Germany seeks to curb internet giants’ dominance

Germany, seeking to rein in internet giants like Google and Facebook, plans to bolster the powers of its competition watchdog to prevent such companies from becoming monopolies even before they achieve scale.


The initiative, announced on Tuesday, could include blocking big players from taking over smaller rivals and follows up on a pledge by Chancellor Angela Merkel’s coalition to curb big US internet companies which, in the eyes of many German lawmakers, have become too powerful.

“My goal is to make our competition law more effective,” said Economy Minister Peter Altmaier.

“In doing so we must find the right balance between the growth chances of German and European platforms and preventing the abuse of market power.”

A 173-page study commissioned by Altmaier calls for the German antitrust regulator to be given powers to act before a company reaches a critical ‘tipping point’ on the way to becoming a monopoly – something that can happen quickly on the internet due to the way it functions as a network.

This could, for example, include cracking down on attempts to prevent ‘multihoming’, where a platform company requires its business partners to work exclusively with it, but not with any of its competitors.

In a second proposal, the study’s authors argue that the regulator should be able to stop big players from taking over smaller rivals as part of a strategy to sideline competitors.


LOOKING BACK

That reflects a widely held view among German policymakers that European regulators should never have waved through Facebook’s takeover of photo-sharing site Instagram in 2012, and of messaging application WhatsApp two years later.

Between them, the Facebook ‘family’ of social networking apps now counts 2.5 billion users. Germany, Europe’s largest economy, has yet to produce an internet company of global scale.

“Looking back, it’s not clear that it was the right thing to do to allow those deals,” said Justus Haucap, head of the Duesseldorf Institute for Competition Economics and a co-author of the study.

Germany’s antitrust watchdog expects to take action this year in an ongoing probe against Facebook after finding that the social media giant abused its market dominance to gather data on people without their knowledge or consent.

The Federal Cartel Office objects in particular to how Facebook acquires data on people from third-party apps – including WhatsApp and Instagram – and its online tracking of people who aren’t even members.

DATA FOR ALL

The study also proposes a new “data-for-all” law that would require dominant platform companies to share the data that fuels them – an idea already championed by Andrea Nahles, leader of the Social Democrats that co-rule with Merkel.


This would, for example, allow competitors to train their software algorithms to a similar standard to the market leader – thus reopening a monopolised market to competition.

Other lawmakers, meanwhile, argue that dominant platforms should be compelled to open up so that it would be possible, for example, to chat with a friend on a social network without being a member of it – much as email and mobile telephony work today.

This concept, known as interoperability, was not addressed by the study’s authors but continues to be supported across party lines in the German parliament.

“We must support an innovative data policy and talk about new ideas – one would be to require interoperability,” said Nadine Schoen, a senior lawmaker in Merkel’s conservative party.

Altmaier will now set up a commission to draft reforms to Germany’s competition law based on the report’s recommendations.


HOW TO COMPLETE THIS TASK » Exact copies of the records below are required.
------ RECORDED DATA ------
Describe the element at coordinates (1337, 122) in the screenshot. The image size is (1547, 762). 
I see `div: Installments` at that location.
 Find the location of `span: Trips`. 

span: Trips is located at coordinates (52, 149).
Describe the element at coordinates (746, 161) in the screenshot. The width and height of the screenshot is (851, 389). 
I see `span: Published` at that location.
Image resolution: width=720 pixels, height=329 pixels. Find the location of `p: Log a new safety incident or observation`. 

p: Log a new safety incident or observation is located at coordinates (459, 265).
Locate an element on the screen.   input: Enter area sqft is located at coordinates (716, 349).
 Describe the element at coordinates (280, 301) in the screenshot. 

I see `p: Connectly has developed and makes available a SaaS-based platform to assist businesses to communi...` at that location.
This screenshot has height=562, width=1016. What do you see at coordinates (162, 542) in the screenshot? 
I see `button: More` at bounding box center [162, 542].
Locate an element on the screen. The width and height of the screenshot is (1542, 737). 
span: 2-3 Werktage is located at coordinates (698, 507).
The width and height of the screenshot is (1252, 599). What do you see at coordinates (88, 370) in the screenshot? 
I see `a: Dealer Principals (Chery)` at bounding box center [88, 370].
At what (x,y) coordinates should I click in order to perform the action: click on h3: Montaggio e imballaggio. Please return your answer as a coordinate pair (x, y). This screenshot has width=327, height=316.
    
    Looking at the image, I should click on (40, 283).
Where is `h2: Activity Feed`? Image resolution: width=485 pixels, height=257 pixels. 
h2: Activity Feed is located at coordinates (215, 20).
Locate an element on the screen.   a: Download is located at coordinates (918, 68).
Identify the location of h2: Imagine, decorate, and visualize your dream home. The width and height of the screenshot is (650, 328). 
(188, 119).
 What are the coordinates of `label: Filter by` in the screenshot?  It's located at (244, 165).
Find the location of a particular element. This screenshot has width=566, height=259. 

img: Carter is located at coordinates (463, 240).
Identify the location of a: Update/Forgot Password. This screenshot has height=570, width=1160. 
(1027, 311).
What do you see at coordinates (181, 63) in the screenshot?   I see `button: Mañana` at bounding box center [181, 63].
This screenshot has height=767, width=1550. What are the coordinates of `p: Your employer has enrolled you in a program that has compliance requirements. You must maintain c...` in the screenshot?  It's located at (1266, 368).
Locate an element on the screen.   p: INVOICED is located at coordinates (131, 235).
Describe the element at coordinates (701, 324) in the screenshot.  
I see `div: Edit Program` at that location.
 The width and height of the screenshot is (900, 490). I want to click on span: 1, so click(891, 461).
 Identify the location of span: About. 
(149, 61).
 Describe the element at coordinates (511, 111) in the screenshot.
------
TASK RESULT »
Describe the element at coordinates (1337, 122) in the screenshot. The image size is (1547, 762). 
I see `div: Installments` at that location.
 Find the location of `span: Trips`. 

span: Trips is located at coordinates (52, 149).
Describe the element at coordinates (746, 161) in the screenshot. The width and height of the screenshot is (851, 389). 
I see `span: Published` at that location.
Image resolution: width=720 pixels, height=329 pixels. Find the location of `p: Log a new safety incident or observation`. 

p: Log a new safety incident or observation is located at coordinates (459, 265).
Locate an element on the screen.   input: Enter area sqft is located at coordinates (716, 349).
 Describe the element at coordinates (280, 301) in the screenshot. 

I see `p: Connectly has developed and makes available a SaaS-based platform to assist businesses to communi...` at that location.
This screenshot has height=562, width=1016. What do you see at coordinates (162, 542) in the screenshot? 
I see `button: More` at bounding box center [162, 542].
Locate an element on the screen. The width and height of the screenshot is (1542, 737). 
span: 2-3 Werktage is located at coordinates (698, 507).
The width and height of the screenshot is (1252, 599). What do you see at coordinates (88, 370) in the screenshot? 
I see `a: Dealer Principals (Chery)` at bounding box center [88, 370].
At what (x,y) coordinates should I click in order to perform the action: click on h3: Montaggio e imballaggio. Please return your answer as a coordinate pair (x, y). This screenshot has width=327, height=316.
    
    Looking at the image, I should click on (40, 283).
Where is `h2: Activity Feed`? Image resolution: width=485 pixels, height=257 pixels. 
h2: Activity Feed is located at coordinates (215, 20).
Locate an element on the screen.   a: Download is located at coordinates (918, 68).
Identify the location of h2: Imagine, decorate, and visualize your dream home. The width and height of the screenshot is (650, 328). 
(188, 119).
 What are the coordinates of `label: Filter by` in the screenshot?  It's located at (244, 165).
Find the location of a particular element. This screenshot has width=566, height=259. 

img: Carter is located at coordinates (463, 240).
Identify the location of a: Update/Forgot Password. This screenshot has height=570, width=1160. 
(1027, 311).
What do you see at coordinates (181, 63) in the screenshot?   I see `button: Mañana` at bounding box center [181, 63].
This screenshot has height=767, width=1550. What are the coordinates of `p: Your employer has enrolled you in a program that has compliance requirements. You must maintain c...` in the screenshot?  It's located at (1266, 368).
Locate an element on the screen.   p: INVOICED is located at coordinates (131, 235).
Describe the element at coordinates (701, 324) in the screenshot.  
I see `div: Edit Program` at that location.
 The width and height of the screenshot is (900, 490). I want to click on span: 1, so click(891, 461).
 Identify the location of span: About. 
(149, 61).
 Describe the element at coordinates (511, 111) in the screenshot.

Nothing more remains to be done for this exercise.